Not that realizing that made me feel any better. But even if I'd done super-well in this status game, just the act of comparison might have been deflating. Contrary to some studies — and consistent with others (naturally) — research on Facebook and depression published in 2014 indicated "engaging in frequent social comparison of any kind may be deleterious to one's mental well-being."

The 'happy' studies

There are studies showing Facebook can enhance a sense of social connection. A 2007 study, for example, found that college students who were heavy Facebook users reported higher levels of "social capital," consisting of resources like emotional support and job opportunities that can arise from membership in a social network.

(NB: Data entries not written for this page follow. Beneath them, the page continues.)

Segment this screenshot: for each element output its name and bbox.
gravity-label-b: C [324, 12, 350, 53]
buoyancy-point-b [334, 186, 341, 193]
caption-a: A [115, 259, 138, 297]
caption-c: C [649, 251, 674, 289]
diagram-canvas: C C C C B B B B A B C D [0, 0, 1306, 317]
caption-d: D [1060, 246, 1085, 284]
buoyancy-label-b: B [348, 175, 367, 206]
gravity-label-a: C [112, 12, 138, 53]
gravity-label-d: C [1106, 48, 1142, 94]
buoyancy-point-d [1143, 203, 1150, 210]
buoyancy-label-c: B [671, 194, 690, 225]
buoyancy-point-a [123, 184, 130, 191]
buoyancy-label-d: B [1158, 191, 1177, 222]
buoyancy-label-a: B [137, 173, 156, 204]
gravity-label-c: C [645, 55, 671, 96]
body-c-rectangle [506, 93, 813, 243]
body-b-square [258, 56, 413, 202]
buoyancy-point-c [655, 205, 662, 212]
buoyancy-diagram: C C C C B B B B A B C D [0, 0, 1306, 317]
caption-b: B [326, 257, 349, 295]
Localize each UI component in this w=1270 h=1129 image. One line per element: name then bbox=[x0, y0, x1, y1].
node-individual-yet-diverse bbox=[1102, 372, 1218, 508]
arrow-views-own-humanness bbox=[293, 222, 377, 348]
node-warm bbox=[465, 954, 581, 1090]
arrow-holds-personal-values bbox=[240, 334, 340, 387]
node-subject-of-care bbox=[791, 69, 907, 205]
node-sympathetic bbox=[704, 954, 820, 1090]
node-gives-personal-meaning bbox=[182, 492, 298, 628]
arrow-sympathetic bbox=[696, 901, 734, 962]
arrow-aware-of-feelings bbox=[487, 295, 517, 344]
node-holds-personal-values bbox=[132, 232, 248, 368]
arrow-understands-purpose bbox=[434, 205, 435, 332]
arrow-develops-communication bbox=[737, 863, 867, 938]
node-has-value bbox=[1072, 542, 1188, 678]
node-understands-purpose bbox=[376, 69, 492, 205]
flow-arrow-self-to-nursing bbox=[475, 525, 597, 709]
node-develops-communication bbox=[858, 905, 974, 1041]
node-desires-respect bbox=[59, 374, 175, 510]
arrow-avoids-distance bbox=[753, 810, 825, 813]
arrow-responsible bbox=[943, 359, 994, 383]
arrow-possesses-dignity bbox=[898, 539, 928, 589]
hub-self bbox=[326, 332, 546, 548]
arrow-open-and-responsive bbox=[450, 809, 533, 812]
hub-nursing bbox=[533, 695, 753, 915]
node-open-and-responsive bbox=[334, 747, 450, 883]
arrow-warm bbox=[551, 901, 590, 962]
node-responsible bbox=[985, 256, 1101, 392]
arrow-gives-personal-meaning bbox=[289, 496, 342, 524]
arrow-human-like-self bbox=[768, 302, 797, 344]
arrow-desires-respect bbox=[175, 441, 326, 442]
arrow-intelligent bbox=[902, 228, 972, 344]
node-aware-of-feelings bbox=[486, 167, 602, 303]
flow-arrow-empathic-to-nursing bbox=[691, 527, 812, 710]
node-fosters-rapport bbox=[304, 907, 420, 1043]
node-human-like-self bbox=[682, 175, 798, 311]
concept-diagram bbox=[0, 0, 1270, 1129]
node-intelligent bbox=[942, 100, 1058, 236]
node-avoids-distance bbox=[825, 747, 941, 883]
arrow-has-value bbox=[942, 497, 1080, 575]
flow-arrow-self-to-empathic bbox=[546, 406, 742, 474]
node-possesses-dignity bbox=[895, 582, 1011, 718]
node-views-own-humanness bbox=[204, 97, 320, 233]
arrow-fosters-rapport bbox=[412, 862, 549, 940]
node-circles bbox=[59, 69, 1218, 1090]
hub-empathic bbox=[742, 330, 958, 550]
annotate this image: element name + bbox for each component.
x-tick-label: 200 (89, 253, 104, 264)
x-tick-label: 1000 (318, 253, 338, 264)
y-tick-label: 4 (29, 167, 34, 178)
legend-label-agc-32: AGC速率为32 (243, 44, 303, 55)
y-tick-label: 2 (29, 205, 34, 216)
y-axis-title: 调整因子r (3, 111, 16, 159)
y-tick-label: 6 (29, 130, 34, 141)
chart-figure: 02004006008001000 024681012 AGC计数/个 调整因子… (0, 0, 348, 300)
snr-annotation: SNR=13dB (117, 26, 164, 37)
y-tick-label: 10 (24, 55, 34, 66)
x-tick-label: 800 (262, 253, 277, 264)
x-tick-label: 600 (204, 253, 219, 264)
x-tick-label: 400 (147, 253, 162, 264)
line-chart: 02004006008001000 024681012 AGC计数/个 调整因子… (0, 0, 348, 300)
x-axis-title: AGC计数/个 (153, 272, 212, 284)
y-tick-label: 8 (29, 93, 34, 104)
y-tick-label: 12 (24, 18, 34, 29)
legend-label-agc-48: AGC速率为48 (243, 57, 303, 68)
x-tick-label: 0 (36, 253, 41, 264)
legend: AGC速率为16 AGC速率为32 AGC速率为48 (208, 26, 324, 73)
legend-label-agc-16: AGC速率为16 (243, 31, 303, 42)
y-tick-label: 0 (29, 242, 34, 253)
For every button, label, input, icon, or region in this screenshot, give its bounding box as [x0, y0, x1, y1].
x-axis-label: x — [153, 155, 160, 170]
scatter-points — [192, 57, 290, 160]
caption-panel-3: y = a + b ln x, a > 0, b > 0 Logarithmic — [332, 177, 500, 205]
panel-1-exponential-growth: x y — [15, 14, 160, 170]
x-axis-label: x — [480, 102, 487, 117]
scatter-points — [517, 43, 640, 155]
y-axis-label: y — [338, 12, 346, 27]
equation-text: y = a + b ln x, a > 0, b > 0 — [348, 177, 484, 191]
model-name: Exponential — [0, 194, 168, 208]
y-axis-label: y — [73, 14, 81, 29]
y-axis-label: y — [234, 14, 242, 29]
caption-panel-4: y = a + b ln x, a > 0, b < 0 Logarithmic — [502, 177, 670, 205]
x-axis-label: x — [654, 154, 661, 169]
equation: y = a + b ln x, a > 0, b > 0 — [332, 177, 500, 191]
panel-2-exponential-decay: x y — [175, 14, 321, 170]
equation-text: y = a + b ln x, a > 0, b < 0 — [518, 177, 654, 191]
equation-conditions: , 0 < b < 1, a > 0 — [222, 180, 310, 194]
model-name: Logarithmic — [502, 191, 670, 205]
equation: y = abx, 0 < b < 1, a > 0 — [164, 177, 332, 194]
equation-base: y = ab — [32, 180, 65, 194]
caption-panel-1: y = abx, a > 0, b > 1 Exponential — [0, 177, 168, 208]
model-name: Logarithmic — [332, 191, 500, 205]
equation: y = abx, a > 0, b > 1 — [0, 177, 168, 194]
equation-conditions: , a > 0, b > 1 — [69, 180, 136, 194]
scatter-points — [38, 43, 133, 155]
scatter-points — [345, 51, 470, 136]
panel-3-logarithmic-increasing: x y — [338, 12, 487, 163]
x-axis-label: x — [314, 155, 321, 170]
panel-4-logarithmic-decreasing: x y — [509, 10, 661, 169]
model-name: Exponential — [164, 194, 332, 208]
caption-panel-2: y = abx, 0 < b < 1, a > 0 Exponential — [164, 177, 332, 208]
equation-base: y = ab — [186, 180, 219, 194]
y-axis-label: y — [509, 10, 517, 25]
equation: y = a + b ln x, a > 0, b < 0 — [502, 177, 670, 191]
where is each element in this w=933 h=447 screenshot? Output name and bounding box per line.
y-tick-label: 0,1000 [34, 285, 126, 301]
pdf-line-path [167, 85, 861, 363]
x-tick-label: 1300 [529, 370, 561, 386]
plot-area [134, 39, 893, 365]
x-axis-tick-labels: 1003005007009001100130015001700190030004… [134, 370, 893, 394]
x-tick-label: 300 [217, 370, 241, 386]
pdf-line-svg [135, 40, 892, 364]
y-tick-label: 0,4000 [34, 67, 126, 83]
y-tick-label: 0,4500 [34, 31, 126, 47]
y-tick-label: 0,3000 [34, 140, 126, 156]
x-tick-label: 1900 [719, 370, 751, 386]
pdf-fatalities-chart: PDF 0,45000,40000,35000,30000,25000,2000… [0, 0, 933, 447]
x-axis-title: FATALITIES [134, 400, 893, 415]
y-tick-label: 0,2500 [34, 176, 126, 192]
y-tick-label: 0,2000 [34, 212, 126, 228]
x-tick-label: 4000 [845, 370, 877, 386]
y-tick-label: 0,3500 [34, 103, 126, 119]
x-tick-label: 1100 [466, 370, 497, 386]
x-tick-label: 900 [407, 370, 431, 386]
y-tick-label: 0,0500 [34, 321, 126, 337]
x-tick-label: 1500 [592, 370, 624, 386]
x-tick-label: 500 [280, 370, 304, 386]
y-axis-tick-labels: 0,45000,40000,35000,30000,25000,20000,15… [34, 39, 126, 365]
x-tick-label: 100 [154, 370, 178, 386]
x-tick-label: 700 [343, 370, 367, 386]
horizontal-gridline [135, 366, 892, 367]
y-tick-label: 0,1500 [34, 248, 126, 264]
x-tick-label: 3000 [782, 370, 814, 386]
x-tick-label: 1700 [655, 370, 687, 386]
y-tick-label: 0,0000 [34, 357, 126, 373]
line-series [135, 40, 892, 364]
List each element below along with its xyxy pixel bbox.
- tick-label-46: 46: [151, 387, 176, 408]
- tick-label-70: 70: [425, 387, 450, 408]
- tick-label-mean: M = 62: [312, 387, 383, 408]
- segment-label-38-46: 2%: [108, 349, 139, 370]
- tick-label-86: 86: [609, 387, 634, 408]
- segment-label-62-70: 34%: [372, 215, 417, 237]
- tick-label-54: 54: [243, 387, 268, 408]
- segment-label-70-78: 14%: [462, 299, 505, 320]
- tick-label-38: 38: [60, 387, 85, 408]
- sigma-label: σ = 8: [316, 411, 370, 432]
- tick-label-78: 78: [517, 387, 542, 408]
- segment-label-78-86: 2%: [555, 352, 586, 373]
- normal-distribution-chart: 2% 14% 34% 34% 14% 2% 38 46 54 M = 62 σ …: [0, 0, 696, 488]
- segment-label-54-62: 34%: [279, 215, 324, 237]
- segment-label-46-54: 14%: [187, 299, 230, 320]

A 2012 study found that posting status updates decreased loneliness, even when those updates elicited no response. And a 2010 study recorded moment-by-moment physiological responses when using Facebook. The equipment logged indicators of pleasant emotion when users actively sought out information or directly communicated with their Facebook friends, but fewer such positive feelings when passively browsing.

Kraut and his team found the same sort of thing in a study published this week in the Journal of Computer-Mediated Communication. Receiving "likes" on something you post may offer a small boost in mood, but getting a positive comment on the post from someone important to you is likely to be much more satisfying, the researchers found.

It's up to you

Kraut, whose studies of the emotional effects of using the Internet go back to its early days, told me research generally shows that whether your Facebook experience will be good or bad depends on how you use it.

"In particular, having longer, more substantive communication with people you feel closer to seems to be associated with increases in psychological well-being," he said. "You don't get the same effects if the communication is with people who are weaker ties. What seems to be crucial is that these are effortful, targeted communications."

Kraut's advice: "Don't treat it as simple entertainment and consume everything that is put in front of you," he said. "Use it more proactively to communicate with people that you care about."

That sounds about right. Personally, I've made my peace with the site. It's true I sometimes find myself scanning that unceasing river of flattering photos, adorable babies and pronouncements of good fortune with a hollow sense of diminishment. Facebook offers a plethora of choices as to how I want to spend my time, and I don't always make the right one.

But in that, Facebook is a lot like life.

This story was produced by KQED's Future of You blog. Jon Brooks is a longtime KQED reporter and editor, and the blog's host.